Deal on Health Benefits for Trade-Displaced Workers Could Lead to Broader Uninsured Assistance, CQ’s Goldreich Says
The Senate this week is expected to take up legislation that would provide health coverage and other benefits to U.S. workers displaced by international trade, a debate that could ultimately have the broader impact of helping the nation's 40 million people without insurance, Congressional Quarterly's Samuel Goldreich reports in this week's "Congressional Quarterly Audio Report." As part of a measure providing presidential "fast-track" trade negotiating authority, the legislation would offer trade-displaced workers a 75% federal subsidy to purchase health insurance through COBRA, the 1986 Consolidated Omnibus Budget Reconciliation Act, which allows unemployed workers to keep their employer-sponsored health coverage by paying 102% of the premiums. Debate over the provision echoes last year's arguments over economic stimulus legislation, Goldreich reports, with Democrats backing the COBRA subsidy while Republicans suggest benefits should be provided through tax credits. But Goldreich says the benefit stands a better chance of passage this time -- President Bush has made fast-track trade authority "one of his top priorities," and Sen. Charles Grassley, the ranking Republican on the Senate Finance Committee, "said he expects to work a deal" on the health benefits with committee Chair Max Baucus (D-Mont.). Such an agreement could involve a combination of COBRA subsidies and tax credits. Grassley said that "if lawmakers want it to," the trade bill could "provide sort of a template" to help the nation's uninsured on a broader scale.
A 'Breakthrough' on Medicare Rx?
On the Medicare reform front, last week saw "something of a breakthrough" when HHS Secretary Tommy Thompson and White House health policy adviser Mark McClellan separately told congressional committees that the administration might accept a $350 billion, 10-year plan to overhaul the program and add a drug benefit, rather than the $190 billion proposed in Bush's FY 2003 budget. Lawmakers in both chambers have "shown strong support" for the larger figure. The statements mean that "for once ... the administration is sending consistent signals on what it would accept from lawmakers on a Medicare drug benefit at a time when Congress is a serious about actually structuring the benefit and sending something along to the Senate from the House committee," Goldreich says. He notes, however, that the two parties remain divided on the structure of such a benefit, with Republicans supporting expanded use of managed care plans and Democrats backing drug coverage as a standard benefit under fee-for-service Medicare. And divisions exist even within the parties: Though House Ways and Means Chair Rep. Bill Thomas (R-Calif.) and Energy and Commerce Chair Rep. Billy Tauzin (R-La.) are "making a big show of putting together a joint bill they can quickly pass to the House floor," Tauzin backs Bush's plan to shift to the states short-term responsibility for helping low-income seniors buy drugs while Thomas supports "one uniform national benefit program." The divisions show "how hard it will be to strike a deal when Democrats and Republicans really start talking in the Senate," Goldreich concludes. Goldreich's full report, which also examines factors delaying passage of a bill to allocate $3 billion in bioterrorism spending, is available online (Goldreich, "Congressional Quarterly Audio Report," 4/22).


Work task: If a line of the material holds the string "ffffff", please copy it.

Entries supplied:

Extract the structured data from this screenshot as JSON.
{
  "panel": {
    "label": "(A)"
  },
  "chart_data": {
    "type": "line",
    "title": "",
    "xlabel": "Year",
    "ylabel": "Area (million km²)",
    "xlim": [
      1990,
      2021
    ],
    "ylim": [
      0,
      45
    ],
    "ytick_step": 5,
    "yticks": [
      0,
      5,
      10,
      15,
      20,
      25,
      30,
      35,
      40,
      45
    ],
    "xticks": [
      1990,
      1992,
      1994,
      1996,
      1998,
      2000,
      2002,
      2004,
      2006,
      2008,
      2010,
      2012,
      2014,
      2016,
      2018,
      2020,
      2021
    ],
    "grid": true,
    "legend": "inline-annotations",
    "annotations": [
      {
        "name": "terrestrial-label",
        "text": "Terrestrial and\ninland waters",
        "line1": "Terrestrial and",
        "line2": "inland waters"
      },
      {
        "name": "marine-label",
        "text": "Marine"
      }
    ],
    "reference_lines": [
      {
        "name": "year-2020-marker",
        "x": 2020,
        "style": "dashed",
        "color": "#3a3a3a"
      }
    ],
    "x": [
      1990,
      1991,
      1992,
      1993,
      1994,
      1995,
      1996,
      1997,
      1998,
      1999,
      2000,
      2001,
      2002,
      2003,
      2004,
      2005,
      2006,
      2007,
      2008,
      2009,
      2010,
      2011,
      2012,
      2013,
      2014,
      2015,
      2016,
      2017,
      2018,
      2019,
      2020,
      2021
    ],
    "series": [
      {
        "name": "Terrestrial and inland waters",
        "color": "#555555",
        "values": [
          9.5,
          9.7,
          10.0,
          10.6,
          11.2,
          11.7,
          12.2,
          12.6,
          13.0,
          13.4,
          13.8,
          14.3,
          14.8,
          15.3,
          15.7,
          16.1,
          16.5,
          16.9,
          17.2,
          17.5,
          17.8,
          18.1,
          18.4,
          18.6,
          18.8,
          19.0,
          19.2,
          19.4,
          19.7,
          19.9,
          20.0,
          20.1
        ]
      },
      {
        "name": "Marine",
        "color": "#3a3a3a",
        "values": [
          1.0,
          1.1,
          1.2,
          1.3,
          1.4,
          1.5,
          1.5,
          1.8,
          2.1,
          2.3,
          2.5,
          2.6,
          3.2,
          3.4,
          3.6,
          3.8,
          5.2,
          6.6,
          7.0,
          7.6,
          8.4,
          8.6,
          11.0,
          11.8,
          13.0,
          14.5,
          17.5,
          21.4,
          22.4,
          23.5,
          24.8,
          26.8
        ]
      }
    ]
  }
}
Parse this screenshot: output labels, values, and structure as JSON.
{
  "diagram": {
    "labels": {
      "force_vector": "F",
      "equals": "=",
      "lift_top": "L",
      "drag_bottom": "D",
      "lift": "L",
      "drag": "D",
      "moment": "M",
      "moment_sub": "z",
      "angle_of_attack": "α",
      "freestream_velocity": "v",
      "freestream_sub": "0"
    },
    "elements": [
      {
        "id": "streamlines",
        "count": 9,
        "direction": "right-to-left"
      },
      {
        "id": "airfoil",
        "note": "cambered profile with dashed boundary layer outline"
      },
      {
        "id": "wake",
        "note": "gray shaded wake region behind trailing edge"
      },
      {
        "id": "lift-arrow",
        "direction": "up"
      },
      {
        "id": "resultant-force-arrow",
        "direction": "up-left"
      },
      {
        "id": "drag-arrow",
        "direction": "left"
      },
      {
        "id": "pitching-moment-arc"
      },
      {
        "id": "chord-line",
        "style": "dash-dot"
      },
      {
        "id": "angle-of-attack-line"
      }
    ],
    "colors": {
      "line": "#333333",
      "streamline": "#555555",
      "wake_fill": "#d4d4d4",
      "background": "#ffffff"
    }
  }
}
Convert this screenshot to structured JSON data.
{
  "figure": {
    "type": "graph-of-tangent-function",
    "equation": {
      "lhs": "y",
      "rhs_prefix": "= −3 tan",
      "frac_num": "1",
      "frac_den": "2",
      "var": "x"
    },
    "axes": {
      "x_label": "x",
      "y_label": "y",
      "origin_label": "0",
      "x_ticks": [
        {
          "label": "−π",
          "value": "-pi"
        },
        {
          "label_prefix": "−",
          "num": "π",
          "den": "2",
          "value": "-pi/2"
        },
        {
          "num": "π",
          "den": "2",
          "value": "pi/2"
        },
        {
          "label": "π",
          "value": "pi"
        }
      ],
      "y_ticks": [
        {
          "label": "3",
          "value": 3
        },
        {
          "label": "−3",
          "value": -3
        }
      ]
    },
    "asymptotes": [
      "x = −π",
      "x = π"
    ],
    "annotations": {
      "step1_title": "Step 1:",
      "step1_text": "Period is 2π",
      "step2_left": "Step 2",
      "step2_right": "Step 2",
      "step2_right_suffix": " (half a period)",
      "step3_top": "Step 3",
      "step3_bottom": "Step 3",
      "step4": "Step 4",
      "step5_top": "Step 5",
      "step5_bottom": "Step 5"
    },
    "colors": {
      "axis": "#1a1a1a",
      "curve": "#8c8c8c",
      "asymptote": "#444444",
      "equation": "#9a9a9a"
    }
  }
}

...

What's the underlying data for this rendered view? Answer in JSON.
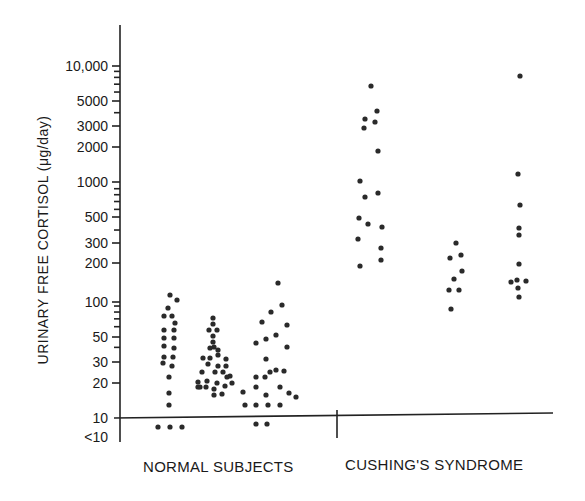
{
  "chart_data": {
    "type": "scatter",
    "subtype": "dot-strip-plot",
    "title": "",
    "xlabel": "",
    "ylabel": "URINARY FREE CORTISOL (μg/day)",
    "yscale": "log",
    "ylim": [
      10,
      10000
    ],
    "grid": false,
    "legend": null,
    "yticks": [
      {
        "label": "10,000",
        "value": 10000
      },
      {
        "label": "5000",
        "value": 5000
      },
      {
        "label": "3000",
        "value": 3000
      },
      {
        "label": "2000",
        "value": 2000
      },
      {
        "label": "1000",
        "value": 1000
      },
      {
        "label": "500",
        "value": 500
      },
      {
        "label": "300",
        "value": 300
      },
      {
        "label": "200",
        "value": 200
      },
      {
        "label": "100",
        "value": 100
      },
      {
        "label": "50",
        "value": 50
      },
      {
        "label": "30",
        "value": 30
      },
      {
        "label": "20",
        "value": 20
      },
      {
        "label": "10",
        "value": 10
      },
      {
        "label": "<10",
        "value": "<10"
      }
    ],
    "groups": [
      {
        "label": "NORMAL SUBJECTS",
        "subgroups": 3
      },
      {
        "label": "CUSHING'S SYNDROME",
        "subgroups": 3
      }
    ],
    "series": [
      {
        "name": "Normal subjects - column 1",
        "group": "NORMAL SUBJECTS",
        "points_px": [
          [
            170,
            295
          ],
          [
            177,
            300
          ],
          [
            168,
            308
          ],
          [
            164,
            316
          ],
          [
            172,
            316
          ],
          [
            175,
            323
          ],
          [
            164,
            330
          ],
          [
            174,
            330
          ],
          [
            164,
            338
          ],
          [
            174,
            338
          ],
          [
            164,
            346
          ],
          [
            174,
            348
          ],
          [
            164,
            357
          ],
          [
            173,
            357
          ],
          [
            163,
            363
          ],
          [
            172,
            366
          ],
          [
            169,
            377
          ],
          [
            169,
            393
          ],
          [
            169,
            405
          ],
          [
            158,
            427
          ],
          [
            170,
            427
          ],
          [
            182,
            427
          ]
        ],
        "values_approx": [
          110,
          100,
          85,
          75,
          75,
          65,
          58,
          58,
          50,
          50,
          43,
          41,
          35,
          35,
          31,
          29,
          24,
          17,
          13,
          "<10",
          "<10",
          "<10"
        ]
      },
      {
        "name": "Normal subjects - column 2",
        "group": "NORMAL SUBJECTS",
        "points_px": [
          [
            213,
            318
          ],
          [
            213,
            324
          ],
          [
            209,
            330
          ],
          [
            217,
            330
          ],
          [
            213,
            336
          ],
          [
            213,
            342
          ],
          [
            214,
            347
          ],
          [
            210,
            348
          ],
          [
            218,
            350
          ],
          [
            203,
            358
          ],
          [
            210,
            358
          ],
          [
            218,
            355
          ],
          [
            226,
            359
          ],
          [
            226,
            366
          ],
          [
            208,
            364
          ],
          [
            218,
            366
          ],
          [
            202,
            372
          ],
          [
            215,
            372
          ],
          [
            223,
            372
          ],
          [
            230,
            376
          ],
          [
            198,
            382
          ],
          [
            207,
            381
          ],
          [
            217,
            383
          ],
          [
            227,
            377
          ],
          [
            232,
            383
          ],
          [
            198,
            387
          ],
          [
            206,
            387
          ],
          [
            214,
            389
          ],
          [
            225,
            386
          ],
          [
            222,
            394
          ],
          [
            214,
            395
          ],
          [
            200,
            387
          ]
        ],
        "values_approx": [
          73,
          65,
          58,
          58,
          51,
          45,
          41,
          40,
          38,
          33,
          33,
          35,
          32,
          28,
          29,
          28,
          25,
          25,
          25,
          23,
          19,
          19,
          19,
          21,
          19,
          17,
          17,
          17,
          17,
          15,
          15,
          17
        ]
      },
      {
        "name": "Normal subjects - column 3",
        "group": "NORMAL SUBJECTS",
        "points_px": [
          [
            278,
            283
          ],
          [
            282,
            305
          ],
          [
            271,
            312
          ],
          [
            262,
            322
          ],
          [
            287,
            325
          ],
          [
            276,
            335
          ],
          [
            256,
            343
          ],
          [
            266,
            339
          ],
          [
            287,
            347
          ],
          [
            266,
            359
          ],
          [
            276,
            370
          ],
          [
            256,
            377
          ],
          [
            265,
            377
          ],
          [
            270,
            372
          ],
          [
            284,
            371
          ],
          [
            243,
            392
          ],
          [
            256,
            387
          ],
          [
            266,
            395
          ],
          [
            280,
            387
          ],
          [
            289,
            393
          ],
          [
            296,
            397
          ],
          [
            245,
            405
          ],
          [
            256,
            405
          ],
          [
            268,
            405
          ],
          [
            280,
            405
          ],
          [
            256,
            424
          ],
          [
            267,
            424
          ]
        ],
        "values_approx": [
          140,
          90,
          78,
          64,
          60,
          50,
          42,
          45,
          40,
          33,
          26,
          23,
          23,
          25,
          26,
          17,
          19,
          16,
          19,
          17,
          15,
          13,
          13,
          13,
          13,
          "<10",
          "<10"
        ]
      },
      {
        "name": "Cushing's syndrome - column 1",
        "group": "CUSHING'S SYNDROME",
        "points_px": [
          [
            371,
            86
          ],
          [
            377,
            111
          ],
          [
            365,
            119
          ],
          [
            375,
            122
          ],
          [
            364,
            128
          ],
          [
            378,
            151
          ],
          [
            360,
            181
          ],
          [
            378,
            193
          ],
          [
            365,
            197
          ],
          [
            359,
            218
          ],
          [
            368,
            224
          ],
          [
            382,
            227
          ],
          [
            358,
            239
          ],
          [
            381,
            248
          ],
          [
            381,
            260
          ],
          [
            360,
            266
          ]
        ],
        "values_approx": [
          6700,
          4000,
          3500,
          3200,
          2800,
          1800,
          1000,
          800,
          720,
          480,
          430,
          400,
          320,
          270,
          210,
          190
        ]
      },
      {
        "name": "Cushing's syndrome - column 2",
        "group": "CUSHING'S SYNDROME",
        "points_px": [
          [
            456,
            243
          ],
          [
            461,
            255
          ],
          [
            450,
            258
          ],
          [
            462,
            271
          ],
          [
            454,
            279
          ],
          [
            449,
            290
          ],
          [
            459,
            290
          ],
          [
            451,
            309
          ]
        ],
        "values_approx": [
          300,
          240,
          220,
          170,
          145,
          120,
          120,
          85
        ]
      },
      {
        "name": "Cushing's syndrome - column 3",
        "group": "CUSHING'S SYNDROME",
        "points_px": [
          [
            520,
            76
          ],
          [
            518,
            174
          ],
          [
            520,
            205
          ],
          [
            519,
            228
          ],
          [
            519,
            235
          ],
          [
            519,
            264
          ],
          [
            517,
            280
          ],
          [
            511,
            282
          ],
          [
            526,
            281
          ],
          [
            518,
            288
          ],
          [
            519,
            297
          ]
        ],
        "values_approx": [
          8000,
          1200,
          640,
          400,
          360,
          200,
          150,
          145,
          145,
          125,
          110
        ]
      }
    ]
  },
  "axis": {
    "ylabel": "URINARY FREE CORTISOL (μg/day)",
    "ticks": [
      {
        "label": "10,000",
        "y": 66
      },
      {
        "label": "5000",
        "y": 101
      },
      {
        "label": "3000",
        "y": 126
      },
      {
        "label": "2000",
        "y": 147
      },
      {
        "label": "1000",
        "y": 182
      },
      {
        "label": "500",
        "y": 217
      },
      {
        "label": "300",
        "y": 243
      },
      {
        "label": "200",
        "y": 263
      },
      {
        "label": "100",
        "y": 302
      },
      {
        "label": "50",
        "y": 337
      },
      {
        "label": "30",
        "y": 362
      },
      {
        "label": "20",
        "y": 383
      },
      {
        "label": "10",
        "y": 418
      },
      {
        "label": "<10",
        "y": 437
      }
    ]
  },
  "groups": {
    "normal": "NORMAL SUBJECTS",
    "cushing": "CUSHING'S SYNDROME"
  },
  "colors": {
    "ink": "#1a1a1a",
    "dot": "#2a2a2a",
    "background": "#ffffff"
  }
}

Response area:
      "background": "#ffffff"
    "background": "#ffffff"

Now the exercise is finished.